Hut site, Baile Na Habha, Co. Kerry

Co. Kerry |

Settlement Sites

Hut site, Baile Na Habha, Co. Kerry

In the folds of the Dingle Peninsula lies a valley so difficult to reach that it has the distinction of being described as the most inaccessible settlement on the entire mainland of Corca Dhuibhne.

What survives there is ambiguous almost by design: a collapsed enclosure wall running SW-NE across an interior space, a single upright slab that may once have marked an entrance, and a spread of fallen stone that could indicate the remains of a hut site. Could, and may, and might; the archaeology here deals in careful probabilities rather than certainties.

The place is known in Irish as Fothair na Manach, meaning roughly "the monastic land" or "the monks' retreat", and that name alone carries a suggestion of ecclesiastical purpose. Tradition links the site to St. Brendan, the sixth-century navigator saint who is said to have founded a monastery here and, in some accounts, to have rested in this valley before setting out on his famous sea voyage into the Atlantic. Whether any physical trace of that early monastery underlies what is visible today is impossible to say with confidence. What complicates the picture further is that, despite the valley's formidable remoteness, local records suggest it was still home to three or four families at the beginning of the nineteenth century. The relationship between any early medieval remains and that later habitation has not been untangled, and the present form of the enclosure may owe as much to those nineteenth-century occupants as to any monastic community centuries before them.

The site sits within an enclosure whose interior was divided by a wall, the collapsed remains of which still cross the space in a broadly SW-NE alignment. The spread of rubble to the south-east of the probable entrance slab is what archaeologists tentatively identify as the hut site itself. In a place this remote, even reaching the enclosure requires a determined approach, and the difficulty of access has arguably done as much to preserve the ambiguity of the site as the passage of time itself.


- _Task_: The lines to reproduce run from the one containing "Segment this screenshot: for" through the end of the records below. Reproduce them exactly and add nothing.

=== Records to use ===

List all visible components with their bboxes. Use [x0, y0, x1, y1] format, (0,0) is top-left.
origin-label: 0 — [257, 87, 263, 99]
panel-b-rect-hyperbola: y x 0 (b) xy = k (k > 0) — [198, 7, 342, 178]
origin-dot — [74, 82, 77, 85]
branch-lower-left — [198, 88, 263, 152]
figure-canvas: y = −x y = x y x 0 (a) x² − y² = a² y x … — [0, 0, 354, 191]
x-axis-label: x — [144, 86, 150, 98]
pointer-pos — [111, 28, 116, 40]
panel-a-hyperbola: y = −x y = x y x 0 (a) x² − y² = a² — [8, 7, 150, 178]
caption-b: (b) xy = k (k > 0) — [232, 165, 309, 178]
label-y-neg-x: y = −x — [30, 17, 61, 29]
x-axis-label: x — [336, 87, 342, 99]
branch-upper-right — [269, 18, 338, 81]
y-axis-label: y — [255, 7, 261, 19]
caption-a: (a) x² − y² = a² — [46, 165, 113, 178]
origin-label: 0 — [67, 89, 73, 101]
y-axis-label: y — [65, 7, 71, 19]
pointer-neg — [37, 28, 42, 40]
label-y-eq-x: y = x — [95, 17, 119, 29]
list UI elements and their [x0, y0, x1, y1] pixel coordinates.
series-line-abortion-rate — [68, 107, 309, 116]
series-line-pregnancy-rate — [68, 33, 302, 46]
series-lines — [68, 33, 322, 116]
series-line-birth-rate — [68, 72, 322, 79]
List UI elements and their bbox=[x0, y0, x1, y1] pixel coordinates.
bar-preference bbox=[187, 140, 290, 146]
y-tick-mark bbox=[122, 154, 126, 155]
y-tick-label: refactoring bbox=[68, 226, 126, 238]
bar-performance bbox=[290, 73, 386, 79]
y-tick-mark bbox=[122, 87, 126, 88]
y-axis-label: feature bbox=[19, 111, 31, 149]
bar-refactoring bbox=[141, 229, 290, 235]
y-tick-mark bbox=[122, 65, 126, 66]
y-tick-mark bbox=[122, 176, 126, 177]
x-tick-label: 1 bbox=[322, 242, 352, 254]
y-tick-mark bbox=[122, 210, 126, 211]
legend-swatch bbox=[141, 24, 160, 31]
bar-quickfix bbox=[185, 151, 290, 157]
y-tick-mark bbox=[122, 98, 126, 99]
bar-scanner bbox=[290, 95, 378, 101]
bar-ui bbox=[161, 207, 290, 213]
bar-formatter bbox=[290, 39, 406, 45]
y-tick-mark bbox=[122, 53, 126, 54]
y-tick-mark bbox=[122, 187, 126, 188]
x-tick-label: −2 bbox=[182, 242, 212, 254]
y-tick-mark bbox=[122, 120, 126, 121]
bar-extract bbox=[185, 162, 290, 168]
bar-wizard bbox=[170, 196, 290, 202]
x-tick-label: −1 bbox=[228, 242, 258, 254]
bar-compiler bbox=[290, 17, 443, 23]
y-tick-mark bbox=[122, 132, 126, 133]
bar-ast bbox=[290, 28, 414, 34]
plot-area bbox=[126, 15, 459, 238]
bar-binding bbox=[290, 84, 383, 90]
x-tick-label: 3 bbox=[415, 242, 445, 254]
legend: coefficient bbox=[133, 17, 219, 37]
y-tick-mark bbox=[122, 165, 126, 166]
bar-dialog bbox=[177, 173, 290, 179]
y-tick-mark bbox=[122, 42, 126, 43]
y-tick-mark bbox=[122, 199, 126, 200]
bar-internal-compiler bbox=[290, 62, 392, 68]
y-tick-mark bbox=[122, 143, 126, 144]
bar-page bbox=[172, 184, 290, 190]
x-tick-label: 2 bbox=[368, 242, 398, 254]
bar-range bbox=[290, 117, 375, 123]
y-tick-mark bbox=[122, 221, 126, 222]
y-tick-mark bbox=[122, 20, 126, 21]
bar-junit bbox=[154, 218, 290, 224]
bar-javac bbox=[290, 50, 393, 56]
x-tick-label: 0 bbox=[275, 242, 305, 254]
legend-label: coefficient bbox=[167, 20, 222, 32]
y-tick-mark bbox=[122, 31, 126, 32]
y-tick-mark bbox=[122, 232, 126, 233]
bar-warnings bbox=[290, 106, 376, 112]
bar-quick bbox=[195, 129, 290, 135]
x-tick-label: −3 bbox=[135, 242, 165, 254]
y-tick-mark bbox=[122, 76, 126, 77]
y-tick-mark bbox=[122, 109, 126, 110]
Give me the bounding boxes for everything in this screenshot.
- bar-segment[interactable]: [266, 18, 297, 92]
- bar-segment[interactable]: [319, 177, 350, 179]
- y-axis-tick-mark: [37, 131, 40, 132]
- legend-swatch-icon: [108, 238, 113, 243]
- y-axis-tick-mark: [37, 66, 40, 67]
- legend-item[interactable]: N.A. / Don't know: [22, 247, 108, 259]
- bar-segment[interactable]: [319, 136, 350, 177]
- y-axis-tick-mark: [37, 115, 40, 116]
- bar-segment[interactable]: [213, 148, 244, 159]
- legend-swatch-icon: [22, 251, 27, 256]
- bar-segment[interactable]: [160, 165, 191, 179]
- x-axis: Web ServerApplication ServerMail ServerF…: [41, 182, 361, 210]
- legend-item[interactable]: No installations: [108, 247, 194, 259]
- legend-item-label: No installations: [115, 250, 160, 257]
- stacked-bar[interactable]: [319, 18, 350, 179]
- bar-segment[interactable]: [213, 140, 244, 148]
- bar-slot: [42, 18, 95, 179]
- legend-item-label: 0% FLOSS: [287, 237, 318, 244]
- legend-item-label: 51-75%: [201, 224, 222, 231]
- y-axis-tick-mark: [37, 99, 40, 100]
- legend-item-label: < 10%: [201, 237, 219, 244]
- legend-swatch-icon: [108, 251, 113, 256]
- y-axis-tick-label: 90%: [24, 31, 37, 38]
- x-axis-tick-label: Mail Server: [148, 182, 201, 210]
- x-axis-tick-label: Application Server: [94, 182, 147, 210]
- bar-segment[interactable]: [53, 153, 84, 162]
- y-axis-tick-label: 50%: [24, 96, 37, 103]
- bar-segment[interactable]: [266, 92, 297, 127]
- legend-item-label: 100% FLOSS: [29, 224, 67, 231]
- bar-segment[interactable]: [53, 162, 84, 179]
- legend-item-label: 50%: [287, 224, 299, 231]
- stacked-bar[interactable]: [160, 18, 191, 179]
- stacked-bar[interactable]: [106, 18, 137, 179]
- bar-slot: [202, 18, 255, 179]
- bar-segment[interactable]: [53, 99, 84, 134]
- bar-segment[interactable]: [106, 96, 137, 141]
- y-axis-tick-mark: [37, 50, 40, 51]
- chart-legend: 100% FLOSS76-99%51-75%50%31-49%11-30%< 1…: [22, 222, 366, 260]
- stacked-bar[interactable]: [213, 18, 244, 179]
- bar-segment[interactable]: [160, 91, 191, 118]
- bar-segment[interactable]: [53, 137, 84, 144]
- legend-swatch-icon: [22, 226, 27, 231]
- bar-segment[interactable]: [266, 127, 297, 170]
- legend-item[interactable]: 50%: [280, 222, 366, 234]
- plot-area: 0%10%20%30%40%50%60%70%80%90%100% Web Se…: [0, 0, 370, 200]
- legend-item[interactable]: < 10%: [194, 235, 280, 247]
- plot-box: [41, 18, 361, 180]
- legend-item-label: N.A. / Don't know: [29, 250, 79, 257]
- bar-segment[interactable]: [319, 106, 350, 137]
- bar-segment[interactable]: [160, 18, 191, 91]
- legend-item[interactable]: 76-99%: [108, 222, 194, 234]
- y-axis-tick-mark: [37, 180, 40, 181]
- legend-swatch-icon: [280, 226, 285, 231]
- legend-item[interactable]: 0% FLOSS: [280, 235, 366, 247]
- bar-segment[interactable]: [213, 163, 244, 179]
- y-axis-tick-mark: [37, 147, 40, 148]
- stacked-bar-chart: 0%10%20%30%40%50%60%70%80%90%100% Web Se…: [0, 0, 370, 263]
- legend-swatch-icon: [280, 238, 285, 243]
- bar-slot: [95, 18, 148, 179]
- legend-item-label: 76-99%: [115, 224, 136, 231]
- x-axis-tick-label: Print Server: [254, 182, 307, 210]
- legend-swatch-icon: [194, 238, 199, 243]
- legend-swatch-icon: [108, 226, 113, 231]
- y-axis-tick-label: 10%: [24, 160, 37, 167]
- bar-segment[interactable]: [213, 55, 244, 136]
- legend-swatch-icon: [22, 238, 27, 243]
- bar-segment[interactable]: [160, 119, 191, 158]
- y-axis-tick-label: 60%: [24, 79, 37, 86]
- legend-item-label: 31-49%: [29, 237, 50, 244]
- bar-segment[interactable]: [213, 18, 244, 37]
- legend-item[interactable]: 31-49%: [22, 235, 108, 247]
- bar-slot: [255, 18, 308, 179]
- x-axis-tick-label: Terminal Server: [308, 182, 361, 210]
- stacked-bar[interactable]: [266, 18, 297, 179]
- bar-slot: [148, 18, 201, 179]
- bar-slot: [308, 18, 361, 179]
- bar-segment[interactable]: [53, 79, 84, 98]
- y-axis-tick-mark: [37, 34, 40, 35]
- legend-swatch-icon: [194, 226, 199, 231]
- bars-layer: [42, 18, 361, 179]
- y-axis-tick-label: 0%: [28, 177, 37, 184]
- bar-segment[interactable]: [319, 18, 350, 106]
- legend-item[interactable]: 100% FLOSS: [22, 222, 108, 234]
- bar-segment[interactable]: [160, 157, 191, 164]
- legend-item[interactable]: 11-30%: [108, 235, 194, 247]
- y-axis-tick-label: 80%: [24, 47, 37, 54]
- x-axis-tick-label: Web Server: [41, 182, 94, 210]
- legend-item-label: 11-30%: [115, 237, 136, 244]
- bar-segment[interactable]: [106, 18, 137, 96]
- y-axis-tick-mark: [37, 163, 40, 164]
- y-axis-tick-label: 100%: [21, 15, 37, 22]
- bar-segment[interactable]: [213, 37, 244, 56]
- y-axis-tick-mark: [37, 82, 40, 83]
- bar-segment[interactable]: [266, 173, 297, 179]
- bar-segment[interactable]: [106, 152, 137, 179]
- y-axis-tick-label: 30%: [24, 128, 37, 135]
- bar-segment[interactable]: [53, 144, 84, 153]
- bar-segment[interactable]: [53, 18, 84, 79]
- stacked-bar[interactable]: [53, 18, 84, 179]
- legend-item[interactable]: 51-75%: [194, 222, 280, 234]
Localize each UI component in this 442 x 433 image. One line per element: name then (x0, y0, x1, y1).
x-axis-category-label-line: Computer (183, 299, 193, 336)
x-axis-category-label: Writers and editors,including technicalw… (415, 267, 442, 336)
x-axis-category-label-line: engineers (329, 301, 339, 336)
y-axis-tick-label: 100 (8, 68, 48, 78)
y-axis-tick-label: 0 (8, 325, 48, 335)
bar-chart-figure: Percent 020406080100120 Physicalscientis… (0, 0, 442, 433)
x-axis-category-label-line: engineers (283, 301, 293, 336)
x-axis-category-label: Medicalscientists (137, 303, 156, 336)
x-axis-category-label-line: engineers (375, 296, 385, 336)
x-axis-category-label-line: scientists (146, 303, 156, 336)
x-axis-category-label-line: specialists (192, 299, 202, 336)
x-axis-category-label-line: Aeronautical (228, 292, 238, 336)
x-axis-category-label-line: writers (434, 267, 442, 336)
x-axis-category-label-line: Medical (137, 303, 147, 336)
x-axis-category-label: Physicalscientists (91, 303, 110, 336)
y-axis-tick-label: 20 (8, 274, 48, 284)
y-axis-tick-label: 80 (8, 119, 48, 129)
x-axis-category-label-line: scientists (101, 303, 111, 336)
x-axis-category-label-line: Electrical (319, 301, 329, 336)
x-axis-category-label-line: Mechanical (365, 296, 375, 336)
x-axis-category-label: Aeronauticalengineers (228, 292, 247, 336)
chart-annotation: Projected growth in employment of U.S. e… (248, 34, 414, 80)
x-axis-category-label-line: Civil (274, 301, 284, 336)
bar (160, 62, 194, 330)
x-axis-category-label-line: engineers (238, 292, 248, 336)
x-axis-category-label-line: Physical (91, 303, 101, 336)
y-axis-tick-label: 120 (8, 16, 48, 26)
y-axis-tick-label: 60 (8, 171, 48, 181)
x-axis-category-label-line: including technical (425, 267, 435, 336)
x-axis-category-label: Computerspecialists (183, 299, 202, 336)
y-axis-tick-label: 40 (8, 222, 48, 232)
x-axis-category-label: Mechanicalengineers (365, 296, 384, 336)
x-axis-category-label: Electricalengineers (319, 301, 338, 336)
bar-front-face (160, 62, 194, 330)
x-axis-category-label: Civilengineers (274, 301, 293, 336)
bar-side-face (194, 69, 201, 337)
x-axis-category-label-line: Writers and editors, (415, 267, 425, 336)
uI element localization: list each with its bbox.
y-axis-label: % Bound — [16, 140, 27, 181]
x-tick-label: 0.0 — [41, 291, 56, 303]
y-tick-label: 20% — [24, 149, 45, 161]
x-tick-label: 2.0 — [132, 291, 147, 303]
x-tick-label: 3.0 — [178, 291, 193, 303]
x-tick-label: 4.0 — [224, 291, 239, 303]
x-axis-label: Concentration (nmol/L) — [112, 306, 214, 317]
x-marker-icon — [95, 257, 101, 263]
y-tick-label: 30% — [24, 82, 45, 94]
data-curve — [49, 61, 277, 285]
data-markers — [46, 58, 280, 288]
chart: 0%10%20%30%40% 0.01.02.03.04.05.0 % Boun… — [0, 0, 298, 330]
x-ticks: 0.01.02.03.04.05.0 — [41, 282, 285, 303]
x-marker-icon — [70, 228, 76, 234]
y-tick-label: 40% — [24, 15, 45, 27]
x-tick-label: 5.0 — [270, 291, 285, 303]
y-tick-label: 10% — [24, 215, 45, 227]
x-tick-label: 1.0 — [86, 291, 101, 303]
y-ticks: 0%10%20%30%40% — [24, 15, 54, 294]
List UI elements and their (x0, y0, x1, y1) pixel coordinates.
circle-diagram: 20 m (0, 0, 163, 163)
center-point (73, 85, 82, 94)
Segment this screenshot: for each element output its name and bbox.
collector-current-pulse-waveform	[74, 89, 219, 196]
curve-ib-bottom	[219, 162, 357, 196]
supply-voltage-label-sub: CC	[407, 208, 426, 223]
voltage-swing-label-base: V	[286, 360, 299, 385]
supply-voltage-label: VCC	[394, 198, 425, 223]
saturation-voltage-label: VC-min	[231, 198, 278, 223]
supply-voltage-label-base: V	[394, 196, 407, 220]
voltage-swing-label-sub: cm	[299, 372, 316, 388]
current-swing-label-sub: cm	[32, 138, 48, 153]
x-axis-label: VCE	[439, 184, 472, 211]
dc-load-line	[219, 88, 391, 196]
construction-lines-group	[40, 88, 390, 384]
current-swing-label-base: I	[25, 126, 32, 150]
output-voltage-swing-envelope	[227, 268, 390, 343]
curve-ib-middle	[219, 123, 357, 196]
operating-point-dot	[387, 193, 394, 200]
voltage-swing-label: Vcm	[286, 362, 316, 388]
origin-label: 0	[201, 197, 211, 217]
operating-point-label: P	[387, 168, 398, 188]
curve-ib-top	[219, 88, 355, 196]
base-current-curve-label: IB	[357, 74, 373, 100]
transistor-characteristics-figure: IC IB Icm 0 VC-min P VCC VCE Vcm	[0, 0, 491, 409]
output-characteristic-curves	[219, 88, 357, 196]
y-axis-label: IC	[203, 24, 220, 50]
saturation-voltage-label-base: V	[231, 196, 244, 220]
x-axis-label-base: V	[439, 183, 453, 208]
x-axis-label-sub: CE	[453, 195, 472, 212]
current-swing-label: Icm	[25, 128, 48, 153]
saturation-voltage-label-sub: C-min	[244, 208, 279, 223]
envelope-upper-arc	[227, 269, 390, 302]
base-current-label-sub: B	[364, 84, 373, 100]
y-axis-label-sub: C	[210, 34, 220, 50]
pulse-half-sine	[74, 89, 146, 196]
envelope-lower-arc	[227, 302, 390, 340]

===

- _Answer section_:
Segment this screenshot: for each element output its name and bbox.
collector-current-pulse-waveform	[74, 89, 219, 196]
curve-ib-bottom	[219, 162, 357, 196]
supply-voltage-label-sub: CC	[407, 208, 426, 223]
voltage-swing-label-base: V	[286, 360, 299, 385]
supply-voltage-label: VCC	[394, 198, 425, 223]
saturation-voltage-label: VC-min	[231, 198, 278, 223]
supply-voltage-label-base: V	[394, 196, 407, 220]
voltage-swing-label-sub: cm	[299, 372, 316, 388]
current-swing-label-sub: cm	[32, 138, 48, 153]
x-axis-label: VCE	[439, 184, 472, 211]
dc-load-line	[219, 88, 391, 196]
construction-lines-group	[40, 88, 390, 384]
current-swing-label-base: I	[25, 126, 32, 150]
output-voltage-swing-envelope	[227, 268, 390, 343]
curve-ib-middle	[219, 123, 357, 196]
operating-point-dot	[387, 193, 394, 200]
voltage-swing-label: Vcm	[286, 362, 316, 388]
origin-label: 0	[201, 197, 211, 217]
operating-point-label: P	[387, 168, 398, 188]
curve-ib-top	[219, 88, 355, 196]
base-current-curve-label: IB	[357, 74, 373, 100]
transistor-characteristics-figure: IC IB Icm 0 VC-min P VCC VCE Vcm	[0, 0, 491, 409]
output-characteristic-curves	[219, 88, 357, 196]
y-axis-label: IC	[203, 24, 220, 50]
saturation-voltage-label-base: V	[231, 196, 244, 220]
x-axis-label-base: V	[439, 183, 453, 208]
x-axis-label-sub: CE	[453, 195, 472, 212]
current-swing-label: Icm	[25, 128, 48, 153]
saturation-voltage-label-sub: C-min	[244, 208, 279, 223]
envelope-upper-arc	[227, 269, 390, 302]
base-current-label-sub: B	[364, 84, 373, 100]
y-axis-label-sub: C	[210, 34, 220, 50]
pulse-half-sine	[74, 89, 146, 196]
envelope-lower-arc	[227, 302, 390, 340]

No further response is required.